The future of navigation in Google’s Android phone, first seen in the T-Mobile G1, has a lot to do with pointing the phone at buildings, restaurants, stores, etc., and getting information about that location.

When it ships on Oct. 22, the G1 will have no turn-by-turn directions, but it will offer GPS and cell ID capability so users can pinpoint a location on a map and navigate toward it.

One of its coolest features is 360-degree Street Views of your location. If you pan your phone while standing on a street, the view of the buildings changes in a realistic fashion. The phone is able to do this by combining its compass and accelerometer.

Google’s lead product manager of the Android team, Erick Tseng, said it is possible this feature could be applied in a moving vehicle to offer more detailed side views of the streets as you drive. Street views for the G1 is demonstrated about one minute into this clip.
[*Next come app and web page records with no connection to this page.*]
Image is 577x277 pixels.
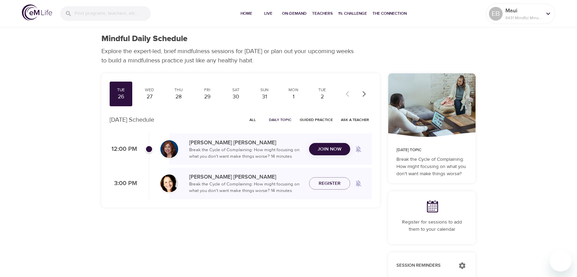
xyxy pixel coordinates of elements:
[269,117,292,123] span: Daily Topic
[170,93,187,101] div: 28
[238,10,255,17] span: Home
[189,138,304,147] p: [PERSON_NAME] [PERSON_NAME]
[550,250,572,271] iframe: Button to launch messaging window
[160,140,178,158] img: Elaine_Smookler-min.jpg
[338,10,367,17] span: 1% Challenge
[141,93,158,101] div: 27
[110,145,137,154] p: 12:00 PM
[314,93,331,101] div: 2
[350,141,367,157] span: Remind me when a class goes live every Tuesday at 12:00 PM
[341,117,369,123] span: Ask a Teacher
[112,93,130,101] div: 26
[189,181,304,194] p: Break the Cycle of Complaining: How might focusing on what you don't want make things worse? · 14...
[314,87,331,93] div: Tue
[101,34,188,44] h1: Mindful Daily Schedule
[309,177,350,190] button: Register
[397,156,468,178] p: Break the Cycle of Complaining: How might focusing on what you don't want make things worse?
[228,87,245,93] div: Sat
[256,87,273,93] div: Sun
[189,147,304,160] p: Break the Cycle of Complaining: How might focusing on what you don't want make things worse? · 14...
[506,15,542,21] p: 8431 Mindful Minutes
[228,93,245,101] div: 30
[101,47,359,65] p: Explore the expert-led, brief mindfulness sessions for [DATE] or plan out your upcoming weeks to ...
[312,10,333,17] span: Teachers
[189,173,304,181] p: [PERSON_NAME] [PERSON_NAME]
[397,262,452,269] p: Session Reminders
[282,10,307,17] span: On-Demand
[397,147,468,153] p: [DATE] Topic
[22,4,52,21] img: logo
[242,114,264,125] button: All
[489,7,503,21] div: EB
[506,7,542,15] p: Maui
[170,87,187,93] div: Thu
[199,93,216,101] div: 29
[285,93,302,101] div: 1
[199,87,216,93] div: Fri
[397,219,468,233] p: Register for sessions to add them to your calendar
[297,114,336,125] button: Guided Practice
[110,179,137,188] p: 3:00 PM
[319,179,341,188] span: Register
[285,87,302,93] div: Mon
[244,117,261,123] span: All
[350,175,367,192] span: Remind me when a class goes live every Tuesday at 3:00 PM
[318,145,342,154] span: Join Now
[256,93,273,101] div: 31
[309,143,350,156] button: Join Now
[300,117,333,123] span: Guided Practice
[260,10,277,17] span: Live
[141,87,158,93] div: Wed
[112,87,130,93] div: Tue
[373,10,407,17] span: The Connection
[338,114,372,125] button: Ask a Teacher
[75,6,151,21] input: Find programs, teachers, etc...
[160,174,178,192] img: Laurie_Weisman-min.jpg
[110,115,154,124] p: [DATE] Schedule
[266,114,294,125] button: Daily Topic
Developers at Enkin are working on a program for Android that identifies buildings as you point your phone at them, Tseng said. “You point your phone at a building and it says ‘4 Times Square.’ A bubble pops up on the screen overlaid on the image and says you are looking at the Conde Naste building and it can pull other information up off of the Web … That is one of the top examples of what is beginning to break ground.”

You can see what Enkin is up to in a very rough way here.

The next step will be advertising. “If you take that Enkin program, an example is —  it’s your first time in Paris and you’re walking down the Champs Elysee … all you have to do is hold your phone up and it tells you what you are seeing,” said Tseng.  As you walk, an ad might pop up that the American Express travel bureau is down the street, and when you pan your phone over it, you see an offer for a commission-free money exchange, he added.

Tseng doesn’t know how many developers are working on adding turn-by-turn directions to the G1 but said the process is slowed as per-user licensing fees are required by the map makers. But, he said, “there’s nothing to stop third-party partners from individually negotiating with the map makers.”